Bowen will deserve significant credit for the fall in electricity emissions, assuming it comes off. He last week announced a substantial expansion of taxpayer underwriting of renewable energy and storage, heeding calls that more was needed to drive private investment.

But other parts of the economy – transport, major industry, mining and farming – are still projected to emit roughly the same amount of CO2 in 2030 as in 2005. Like Australia’s vast fossil fuel exports, which are mostly not captured in domestic emissions numbers but contribute much more to the global problem, that isn’t sustainable.

Bowen rejected some steps on Thursday that the Climate Change Authority believed could have helped. They included coordinating a national phase out of household gas connections and setting a goal of zero emissions from cars by 2040, which would effectively mean replacing the national fleet in 17 years.

Both would have been politically and logistically challenging. The Coalition is in full-bore opportunistic mode on the climate crisis. Peter Dutton’s high-minded intervention on Thursday was to joke that Bowen would take a people smuggler’s boat to the Cop28 summit in Dubai to avoid emissions. But the country isn’t going to get where it needs to be without political daring, and changes in the way we live.

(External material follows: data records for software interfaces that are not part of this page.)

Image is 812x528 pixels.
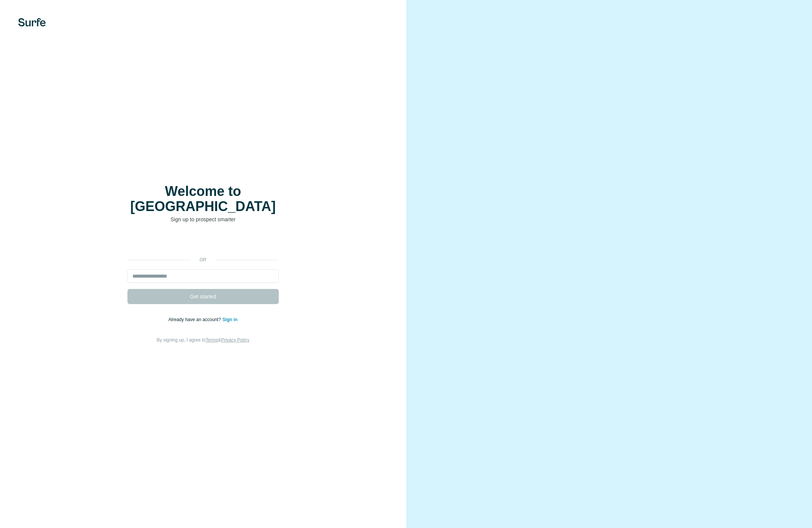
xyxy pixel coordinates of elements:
[18,18,46,26] img: Surfe's logo
[127,215,279,223] p: Sign up to prospect smarter
[223,317,237,322] a: Sign in
[206,337,218,342] a: Terms
[169,317,223,322] span: Already have an account?
[191,256,215,263] p: or
[127,184,279,214] h1: Welcome to [GEOGRAPHIC_DATA]
[157,337,249,342] span: By signing up, I agree to &
[221,337,249,342] a: Privacy Policy
[124,234,282,251] iframe: Sign in with Google Button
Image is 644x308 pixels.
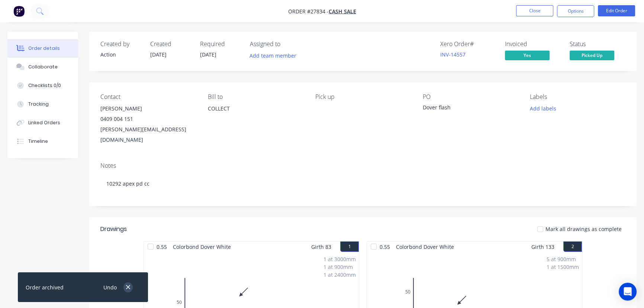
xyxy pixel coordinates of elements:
span: Mark all drawings as complete [545,225,622,233]
div: Created [150,41,191,48]
span: Yes [505,50,550,60]
span: 0.55 [377,241,393,252]
div: 1 at 900mm [323,263,356,271]
div: Timeline [28,138,48,144]
button: 2 [563,241,582,252]
div: 1 at 3000mm [323,255,356,263]
button: Add team member [246,50,301,61]
div: 0409 004 151 [100,114,196,124]
div: Xero Order # [440,41,496,48]
div: Order details [28,45,60,52]
div: [PERSON_NAME][EMAIL_ADDRESS][DOMAIN_NAME] [100,124,196,145]
button: 1 [340,241,359,252]
div: Created by [100,41,141,48]
span: [DATE] [150,51,166,58]
button: Edit Order [598,5,635,16]
a: INV-14557 [440,51,465,58]
span: Girth 133 [531,241,554,252]
div: 1 at 2400mm [323,271,356,279]
div: Required [200,41,241,48]
button: Undo [99,282,121,292]
span: 0.55 [154,241,170,252]
div: Collaborate [28,64,57,70]
span: Girth 83 [311,241,331,252]
button: Checklists 0/0 [7,76,78,95]
div: COLLECT [208,103,303,127]
div: Contact [100,93,196,100]
div: Checklists 0/0 [28,82,61,89]
div: Assigned to [250,41,324,48]
button: Add labels [526,103,560,114]
div: Notes [100,162,625,169]
div: COLLECT [208,103,303,114]
span: Picked Up [570,50,614,60]
button: Tracking [7,95,78,114]
span: Colorbond Dover White [170,241,234,252]
div: 1 at 1500mm [546,263,579,271]
div: 10292 apex pd cc [100,172,625,195]
span: Colorbond Dover White [393,241,457,252]
div: 5 at 900mm [546,255,579,263]
div: Tracking [28,101,49,107]
div: Action [100,50,141,58]
span: [DATE] [200,51,216,58]
div: PO [422,93,518,100]
div: Drawings [100,224,127,234]
button: Timeline [7,132,78,150]
div: Open Intercom Messenger [619,283,637,301]
button: Add team member [250,50,301,61]
button: Options [557,5,594,17]
img: Factory [14,6,25,17]
button: Picked Up [570,50,614,62]
a: CASH SALE [329,8,356,15]
div: [PERSON_NAME]0409 004 151[PERSON_NAME][EMAIL_ADDRESS][DOMAIN_NAME] [100,103,196,145]
div: Dover flash [422,103,515,114]
div: Status [570,41,625,48]
span: Order #27834 - [288,8,329,15]
div: Labels [530,93,625,100]
button: Collaborate [7,57,78,76]
button: Close [516,5,553,16]
div: Linked Orders [28,119,60,126]
div: [PERSON_NAME] [100,103,196,114]
button: Linked Orders [7,114,78,132]
div: Invoiced [505,41,561,48]
div: Pick up [315,93,411,100]
div: Bill to [208,93,303,100]
div: Order archived [26,283,64,291]
button: Order details [7,39,78,57]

There is a moment coming that hasn’t had much attention, but could address some of these issues. The government is next year due to release sectoral decarbonisation plans for each of the areas in which emissions cuts are needed – energy, transport, industry, resources, agriculture and land, and buildings.

If done well, this should provide pieces currently missing from the Australian emissions reduction puzzle. It could set the stage for an ambitious 2035 target – one significantly higher than what emissions projections currently suggest – and a better chance of a future on something approaching our terms.